Leeches - used in the nineteenth century as a popular remedy for many afflictions-produce a molecule that prevents blood from clotting. Drugs that inhibit blood coagulation in heart-attach patients are now being clinically tested because chemist Alexander Tulinsky solved the structure of this molecule - called hirudin - and how it inactivates coagulation.
Although clots can save lives by preventing blood from leaking out of the body, they also kill more than half a million Americans a year. Tulinsky's entire distinguished career studying molecules - he loves "big molecules" - led to an understanding of how clots might be dissolved through a revolutionary method called X-ray crystallography. Tulinsky pioneered the use of the process to x-ray blood protein crystals that he grows in his lab. The resulting pattern is converted into a map of the molecule's atomic arrangement. Tulinsky explains that "when you know the positions of atoms in a molecule, you can uncover how they achieve something, such as blood coagulation."
Tulinsky's work, lauded by Novel-prize winning scientists at his recent retirement, will be continued by Jim Geiger, who was attracted to MSU because of the x-ray facility. At the facility's core are two mirrors that produce intense x-ray beams. Manufactured by OSMIC, a Michigan company, the mirrors were first installed at MSU and are now available commercially throughout the world. "Our lab is state of the art," says Tulinsky. "Protein crystallography is revolutionizing bioloby. It crosses biochemistry, chemistry, physics, and biology and attracts the brightest young students in structural bioloby. Recently, protein crystallography solved the problem of the onset of the AIDS infection."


• _Your assignment_
Reproduce the records that follow without alteration, apart from removing the pictures.
**********
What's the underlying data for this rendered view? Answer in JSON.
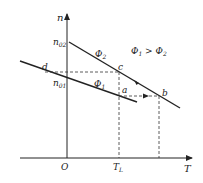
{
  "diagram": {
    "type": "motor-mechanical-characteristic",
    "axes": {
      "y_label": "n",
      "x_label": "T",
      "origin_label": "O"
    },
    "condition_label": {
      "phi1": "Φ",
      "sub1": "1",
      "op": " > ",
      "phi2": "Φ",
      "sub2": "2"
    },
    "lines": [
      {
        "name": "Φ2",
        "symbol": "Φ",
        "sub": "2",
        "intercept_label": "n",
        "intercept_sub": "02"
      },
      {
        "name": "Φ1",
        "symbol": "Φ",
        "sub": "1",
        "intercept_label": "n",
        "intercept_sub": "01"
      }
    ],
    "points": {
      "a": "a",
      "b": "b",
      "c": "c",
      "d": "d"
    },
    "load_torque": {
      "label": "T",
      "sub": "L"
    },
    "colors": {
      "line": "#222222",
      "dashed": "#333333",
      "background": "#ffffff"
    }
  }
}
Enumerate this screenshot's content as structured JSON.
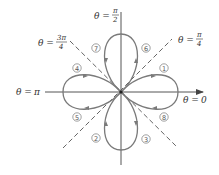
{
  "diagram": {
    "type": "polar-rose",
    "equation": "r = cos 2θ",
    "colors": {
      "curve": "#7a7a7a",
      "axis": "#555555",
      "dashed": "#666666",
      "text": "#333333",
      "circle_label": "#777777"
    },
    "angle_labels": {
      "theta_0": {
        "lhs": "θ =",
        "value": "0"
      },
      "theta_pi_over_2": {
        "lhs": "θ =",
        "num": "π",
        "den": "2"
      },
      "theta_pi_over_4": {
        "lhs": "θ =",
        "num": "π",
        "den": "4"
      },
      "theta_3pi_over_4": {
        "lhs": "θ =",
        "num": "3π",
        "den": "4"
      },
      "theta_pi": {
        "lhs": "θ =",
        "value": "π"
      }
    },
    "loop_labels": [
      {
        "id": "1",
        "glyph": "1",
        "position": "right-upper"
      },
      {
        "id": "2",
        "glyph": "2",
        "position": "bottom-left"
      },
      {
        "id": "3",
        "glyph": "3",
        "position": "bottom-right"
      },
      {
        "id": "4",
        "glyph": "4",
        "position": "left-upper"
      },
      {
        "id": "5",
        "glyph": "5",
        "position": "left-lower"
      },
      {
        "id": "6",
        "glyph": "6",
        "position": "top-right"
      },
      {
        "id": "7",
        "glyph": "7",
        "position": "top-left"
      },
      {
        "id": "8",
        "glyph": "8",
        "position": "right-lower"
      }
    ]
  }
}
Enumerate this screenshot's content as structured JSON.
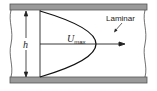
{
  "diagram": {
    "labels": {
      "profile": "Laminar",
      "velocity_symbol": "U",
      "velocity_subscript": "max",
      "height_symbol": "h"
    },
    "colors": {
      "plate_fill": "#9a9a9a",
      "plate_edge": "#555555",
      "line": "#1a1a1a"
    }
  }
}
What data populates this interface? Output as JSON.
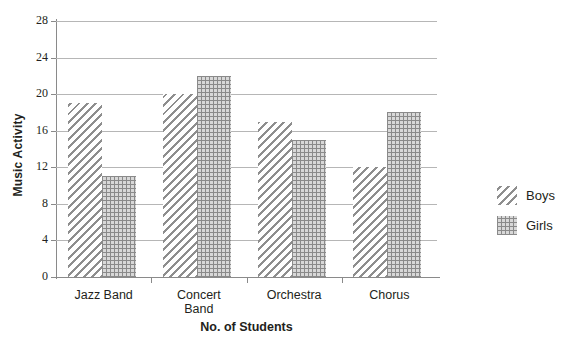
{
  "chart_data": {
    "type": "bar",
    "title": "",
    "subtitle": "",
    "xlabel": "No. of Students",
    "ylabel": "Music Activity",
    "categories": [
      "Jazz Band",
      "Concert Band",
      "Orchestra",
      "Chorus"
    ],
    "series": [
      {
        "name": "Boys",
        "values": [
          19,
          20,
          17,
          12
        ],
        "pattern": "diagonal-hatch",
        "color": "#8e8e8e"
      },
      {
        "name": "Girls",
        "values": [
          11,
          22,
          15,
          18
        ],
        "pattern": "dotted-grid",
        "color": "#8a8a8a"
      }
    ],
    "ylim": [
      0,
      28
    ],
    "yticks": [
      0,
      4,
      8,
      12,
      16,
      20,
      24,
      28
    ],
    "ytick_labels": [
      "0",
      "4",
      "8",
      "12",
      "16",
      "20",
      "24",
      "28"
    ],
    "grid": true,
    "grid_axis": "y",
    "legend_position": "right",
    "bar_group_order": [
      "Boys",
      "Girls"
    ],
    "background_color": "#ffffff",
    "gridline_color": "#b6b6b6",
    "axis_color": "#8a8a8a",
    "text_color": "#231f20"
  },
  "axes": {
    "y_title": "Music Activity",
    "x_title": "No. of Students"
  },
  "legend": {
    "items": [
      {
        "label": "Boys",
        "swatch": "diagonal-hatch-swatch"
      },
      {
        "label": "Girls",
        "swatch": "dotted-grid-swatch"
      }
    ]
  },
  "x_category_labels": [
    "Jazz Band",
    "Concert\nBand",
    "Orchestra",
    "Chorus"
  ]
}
**********
• _Reply_
What's the underlying data for this rendered view? Answer in JSON.
{
  "diagram": {
    "type": "motor-mechanical-characteristic",
    "axes": {
      "y_label": "n",
      "x_label": "T",
      "origin_label": "O"
    },
    "condition_label": {
      "phi1": "Φ",
      "sub1": "1",
      "op": " > ",
      "phi2": "Φ",
      "sub2": "2"
    },
    "lines": [
      {
        "name": "Φ2",
        "symbol": "Φ",
        "sub": "2",
        "intercept_label": "n",
        "intercept_sub": "02"
      },
      {
        "name": "Φ1",
        "symbol": "Φ",
        "sub": "1",
        "intercept_label": "n",
        "intercept_sub": "01"
      }
    ],
    "points": {
      "a": "a",
      "b": "b",
      "c": "c",
      "d": "d"
    },
    "load_torque": {
      "label": "T",
      "sub": "L"
    },
    "colors": {
      "line": "#222222",
      "dashed": "#333333",
      "background": "#ffffff"
    }
  }
}
Enumerate this screenshot's content as structured JSON.
{
  "diagram": {
    "type": "polar-rose",
    "equation": "r = cos 2θ",
    "colors": {
      "curve": "#7a7a7a",
      "axis": "#555555",
      "dashed": "#666666",
      "text": "#333333",
      "circle_label": "#777777"
    },
    "angle_labels": {
      "theta_0": {
        "lhs": "θ =",
        "value": "0"
      },
      "theta_pi_over_2": {
        "lhs": "θ =",
        "num": "π",
        "den": "2"
      },
      "theta_pi_over_4": {
        "lhs": "θ =",
        "num": "π",
        "den": "4"
      },
      "theta_3pi_over_4": {
        "lhs": "θ =",
        "num": "3π",
        "den": "4"
      },
      "theta_pi": {
        "lhs": "θ =",
        "value": "π"
      }
    },
    "loop_labels": [
      {
        "id": "1",
        "glyph": "1",
        "position": "right-upper"
      },
      {
        "id": "2",
        "glyph": "2",
        "position": "bottom-left"
      },
      {
        "id": "3",
        "glyph": "3",
        "position": "bottom-right"
      },
      {
        "id": "4",
        "glyph": "4",
        "position": "left-upper"
      },
      {
        "id": "5",
        "glyph": "5",
        "position": "left-lower"
      },
      {
        "id": "6",
        "glyph": "6",
        "position": "top-right"
      },
      {
        "id": "7",
        "glyph": "7",
        "position": "top-left"
      },
      {
        "id": "8",
        "glyph": "8",
        "position": "right-lower"
      }
    ]
  }
}
Enumerate this screenshot's content as structured JSON.
{
  "diagram": {
    "labels": {
      "profile": "Laminar",
      "velocity_symbol": "U",
      "velocity_subscript": "max",
      "height_symbol": "h"
    },
    "colors": {
      "plate_fill": "#9a9a9a",
      "plate_edge": "#555555",
      "line": "#1a1a1a"
    }
  }
}
What data populates this interface? Output as JSON.
{
  "chart_data": {
    "type": "bar",
    "title": "",
    "subtitle": "",
    "xlabel": "No. of Students",
    "ylabel": "Music Activity",
    "categories": [
      "Jazz Band",
      "Concert Band",
      "Orchestra",
      "Chorus"
    ],
    "series": [
      {
        "name": "Boys",
        "values": [
          19,
          20,
          17,
          12
        ],
        "pattern": "diagonal-hatch",
        "color": "#8e8e8e"
      },
      {
        "name": "Girls",
        "values": [
          11,
          22,
          15,
          18
        ],
        "pattern": "dotted-grid",
        "color": "#8a8a8a"
      }
    ],
    "ylim": [
      0,
      28
    ],
    "yticks": [
      0,
      4,
      8,
      12,
      16,
      20,
      24,
      28
    ],
    "ytick_labels": [
      "0",
      "4",
      "8",
      "12",
      "16",
      "20",
      "24",
      "28"
    ],
    "grid": true,
    "grid_axis": "y",
    "legend_position": "right",
    "bar_group_order": [
      "Boys",
      "Girls"
    ],
    "background_color": "#ffffff",
    "gridline_color": "#b6b6b6",
    "axis_color": "#8a8a8a",
    "text_color": "#231f20"
  },
  "axes": {
    "y_title": "Music Activity",
    "x_title": "No. of Students"
  },
  "legend": {
    "items": [
      {
        "label": "Boys",
        "swatch": "diagonal-hatch-swatch"
      },
      {
        "label": "Girls",
        "swatch": "dotted-grid-swatch"
      }
    ]
  },
  "x_category_labels": [
    "Jazz Band",
    "Concert\nBand",
    "Orchestra",
    "Chorus"
  ]
}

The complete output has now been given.